Showing posts with label lips. Show all posts
Showing posts with label lips. Show all posts

Monday

Tokyo Diaries V

A mental travel preparation.


Ikuo Amano Shiseido クレ・ド・ポー

Intensity is what I expect. Purity is what I assume. There is nothing but pink lipstick - the world and every human being immersed in its lucid gloss. I want to be blinded by artificial beauty.
/HORST

Tuesday

Post Paris XXIV

A false encyclopaedic guide to the Paris collections, presenting:
Veronique Branquinho Fall/Winter 2013




1. Veronique Branquinho Archive
2. Adriano Brusaferri Spindle tools used to calibrate organ pipes, 19th century
3. Satoshi Saikusa Valentino Haute Couture Fall/Winter 1993

Paris re-opens the chapter of False Encyclopaedia. And since Veronique Branquinho's last show was my first show, this is an appreciation post.

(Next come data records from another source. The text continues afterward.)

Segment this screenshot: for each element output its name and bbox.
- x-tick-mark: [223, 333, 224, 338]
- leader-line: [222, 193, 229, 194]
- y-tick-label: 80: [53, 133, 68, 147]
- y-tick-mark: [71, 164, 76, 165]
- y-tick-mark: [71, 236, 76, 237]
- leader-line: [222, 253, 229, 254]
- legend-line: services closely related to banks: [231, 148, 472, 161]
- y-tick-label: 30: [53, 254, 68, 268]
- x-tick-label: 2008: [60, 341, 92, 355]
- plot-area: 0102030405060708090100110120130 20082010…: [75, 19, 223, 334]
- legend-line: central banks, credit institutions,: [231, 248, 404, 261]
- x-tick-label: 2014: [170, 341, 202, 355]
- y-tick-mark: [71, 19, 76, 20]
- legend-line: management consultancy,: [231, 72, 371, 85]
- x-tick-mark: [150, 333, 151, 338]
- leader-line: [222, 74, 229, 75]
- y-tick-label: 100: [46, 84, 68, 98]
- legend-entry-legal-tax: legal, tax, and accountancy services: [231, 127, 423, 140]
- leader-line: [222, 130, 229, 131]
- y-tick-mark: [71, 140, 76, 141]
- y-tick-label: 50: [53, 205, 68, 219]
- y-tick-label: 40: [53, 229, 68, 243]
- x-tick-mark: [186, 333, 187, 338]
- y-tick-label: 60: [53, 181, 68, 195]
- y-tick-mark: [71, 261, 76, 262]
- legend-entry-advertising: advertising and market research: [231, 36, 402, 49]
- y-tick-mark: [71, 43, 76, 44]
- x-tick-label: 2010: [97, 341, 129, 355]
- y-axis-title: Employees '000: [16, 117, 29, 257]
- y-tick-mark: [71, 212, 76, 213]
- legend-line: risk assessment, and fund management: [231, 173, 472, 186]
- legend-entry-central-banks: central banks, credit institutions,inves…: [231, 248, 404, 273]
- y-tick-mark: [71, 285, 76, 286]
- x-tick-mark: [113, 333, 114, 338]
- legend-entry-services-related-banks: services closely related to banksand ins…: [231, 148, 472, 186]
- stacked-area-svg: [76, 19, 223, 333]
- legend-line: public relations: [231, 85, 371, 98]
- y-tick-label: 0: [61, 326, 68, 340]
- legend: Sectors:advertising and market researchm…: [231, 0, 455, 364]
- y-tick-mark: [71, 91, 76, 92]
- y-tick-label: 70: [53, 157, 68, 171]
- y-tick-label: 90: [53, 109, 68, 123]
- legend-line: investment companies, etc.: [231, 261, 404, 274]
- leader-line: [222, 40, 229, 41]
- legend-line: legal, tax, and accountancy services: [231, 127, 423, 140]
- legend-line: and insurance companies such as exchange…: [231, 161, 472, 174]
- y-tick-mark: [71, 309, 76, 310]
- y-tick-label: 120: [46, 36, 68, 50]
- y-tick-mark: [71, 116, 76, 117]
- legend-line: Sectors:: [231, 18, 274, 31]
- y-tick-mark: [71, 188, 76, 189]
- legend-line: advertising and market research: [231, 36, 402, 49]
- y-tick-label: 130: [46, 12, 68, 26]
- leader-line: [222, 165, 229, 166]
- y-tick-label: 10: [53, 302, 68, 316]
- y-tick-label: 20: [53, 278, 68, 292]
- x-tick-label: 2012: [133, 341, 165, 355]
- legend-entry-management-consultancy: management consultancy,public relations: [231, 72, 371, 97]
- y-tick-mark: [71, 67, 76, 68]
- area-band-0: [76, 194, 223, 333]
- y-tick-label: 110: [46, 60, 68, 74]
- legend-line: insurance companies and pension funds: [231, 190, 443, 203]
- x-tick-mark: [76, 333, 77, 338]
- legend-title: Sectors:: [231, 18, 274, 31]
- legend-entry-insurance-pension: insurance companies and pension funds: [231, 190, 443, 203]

Celebrating craft, sincerity and stringency. The colour beige, the bustier top and turtleneck, the Belgian rigor.
/HORST

Wednesday

Chronology






1. Erwin Blumenfeld Vogue, January 1950
2. Daniel Sannwald Pop Magazine, Spring/Summer 2012
3. Steven Meisel Vogue Italia, February 2012

Continuing Man Ray's photographic legacy and experiments with solarization and overexposure, Erwin Blumenfeld created some of the most iconic Vogue covers. In a tribute to Richard Hamilton's 1969 'Fashion Plate' series, Ashley Heath of POP adds make-up to a photographic collage and Steven Meisel stages a fetishized peek-a-boo mask for Vogue Italia. While each approach is so different, the results feel so associated. The collective accoutrement: lips and eyes.
/HORST

Monday

A Short History Of Lips In Popular Culture II
















1. Frédérique Lucien Sans Titre, 2010
2. Richard Burbridge Great Exaggerations, Vogue Italia March 2005
3. Maison Martin Margiela Spring/Summer 2009
4. Comme des Garçons Fall/Winter 2008
5. Inez Van Lamsweerde & Vinoodh Matadin Theatre Group, Vogue Paris August 2009
6. Prada Fall/Winter 2002 & Comme des Garçons Fall/Winter 2000

Glazed, attached or cut out. A symbolically supercharged Man Ray motif, lips are regarded as gate to the human soul, exchanged through the soft breeze of a thing called 'kiss'.
/HORST

Saturday

A Short History Of Lips In Popular Culture













1. Man Ray Le Baiser, 1930
2. Comme des Garçons Fall/Winter 2004
3. Comme des Garçons Spring/Summer 2006
4. Man Ray A l’heure de l’observatoire – Les Amoureux, 1934
5. Comme des Garçons Fall/Winter 2009

A surreal kiss between Man Ray and Rei Kawakubo that has never been. Paired and displaced, multiplied and supersized. For Man Ray, the 'nakedness of two faces' was a socially tolerated form of sexual portraiture and therefore being chosen. Rei Kawakubo says: ‘If you are to put color on the face, it need not to be on the lips. It can be anywhere’. While Man Ray tends towards sensuality, Rei Kawakubo prefers destroyed feminity as an anti-position and de-sexualisation. And lips don't lie.